Sleeping Beauty: Vampire Slayer is an entirely new type of fairy tale–one that will keep today's kids guessing and offer them hours of magical fun.

My Thoughts: I love fairy tale retellings. I have a real soft spot for classic fairy tales with any kind of twist that the author can come up with. Sleeping Beauty was never one of my favorite fairy tales. It was always pretty boring for me. She pricks her finger, falls asleep, gets kissed and lives happily ever after. Pretty basic. And as much as I have become wary of a vampire novel, this one looked too good to pass up. Plus, it's a choose your own adventure story. I haven't read them in so long. I have to say that this one didn't disappoint. 
Sleeping Beauty, Lucette, is tough, spunky and angry at being cursed before she was old enough to defend herself. The vampire queen curses Lucette with sleeping all day and being awake at night while the rest of the kingdom sleeps all night. Lucette and her mother believe that Lucette needs to train as a slayer to protect herself while her father believes that finger prick protection will be the only way to stop the curse. This story was not Disney-fied at all. She lies to her father, her parents fight, she gets angry a lot and she kills vampires. There's nothing Disney about that. I really liked the character of Lucette. I thought she was strong and funny when she needed to be, but she was also shy when it came to boys. She had never had any experience with boys and learns quickly that they are not what she expected. And McGowen gave Lucette two pretty awesome boys to fight over her. Tristan trains her as a slayer and Alex almost falls into her life by accident. Both have secrets and both help Lucette learn what it means to be a slayer and a Princess. The choose your own adventure was a pretty awesome way to have this story written. I thought it was really interesting how a path could start at the same place, split off completely and then come back and satisfyingly end at the same place. I'll admit that I cheated and read the whole thing through instead of choosing my adventure. I just had to know all of the stories, and it was hard to do on my Kindle. The story was great and the updates were just right. The story was just enough Sleeping Beauty mixed with just enough vampires and romance. 

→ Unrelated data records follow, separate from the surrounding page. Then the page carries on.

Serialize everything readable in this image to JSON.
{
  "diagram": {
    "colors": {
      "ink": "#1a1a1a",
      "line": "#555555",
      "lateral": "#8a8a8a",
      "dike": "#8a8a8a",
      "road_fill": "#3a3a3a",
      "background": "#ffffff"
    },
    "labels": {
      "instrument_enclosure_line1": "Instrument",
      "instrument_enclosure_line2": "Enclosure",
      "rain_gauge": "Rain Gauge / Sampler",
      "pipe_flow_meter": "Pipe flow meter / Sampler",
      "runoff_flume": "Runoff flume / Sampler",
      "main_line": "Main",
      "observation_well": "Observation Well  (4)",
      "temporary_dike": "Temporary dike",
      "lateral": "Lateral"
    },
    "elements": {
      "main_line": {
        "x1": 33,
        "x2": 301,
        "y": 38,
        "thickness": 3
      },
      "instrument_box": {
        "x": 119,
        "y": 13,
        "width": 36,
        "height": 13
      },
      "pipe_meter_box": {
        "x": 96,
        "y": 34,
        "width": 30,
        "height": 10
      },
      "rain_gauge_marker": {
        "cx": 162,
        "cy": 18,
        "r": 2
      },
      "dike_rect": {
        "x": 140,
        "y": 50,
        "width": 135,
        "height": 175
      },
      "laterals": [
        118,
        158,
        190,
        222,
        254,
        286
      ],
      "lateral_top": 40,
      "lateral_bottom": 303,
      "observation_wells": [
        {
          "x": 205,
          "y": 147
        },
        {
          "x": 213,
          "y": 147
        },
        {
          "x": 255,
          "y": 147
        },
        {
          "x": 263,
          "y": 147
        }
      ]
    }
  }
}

Would I recommend this to 9th graders? Yes. There is a little killing but nothing too major and the romance is pretty tame. 

My Rating: 4/5

Monday, January 17, 2011

Back to School...

Hello everyone! I hope that everyone had a good MLK day, whether you had off work or school or not. my day consisted of coming back to college, much to the dismay of my mother, and going grocery shopping. I think we have enough meat in our freezer to last through a blizzard.

So tomorrow if the first day of the spring semester and the "first" day of student teaching. I have meetings all day tomorrow and then I get to go to school on Wednesday!! I am really excited but also really nervous. I hope that the kids like me and I can possibly get them to learn something. So if any of you teachers or students out there have any advice for me I would be more than glad to hear it.

I would also like to know if anyone has ever read Bless the Beasts and Children by Glendon Swarthout. Anybody? Its the one book of the semester that I am going to be teaching on my own and I don't really know where I'm going with it. I just want to hear if anyone has ever heard of it or read it and what you think.

Anyway, I am going to go watch Castle then go to bed. I hope everyone has a great week!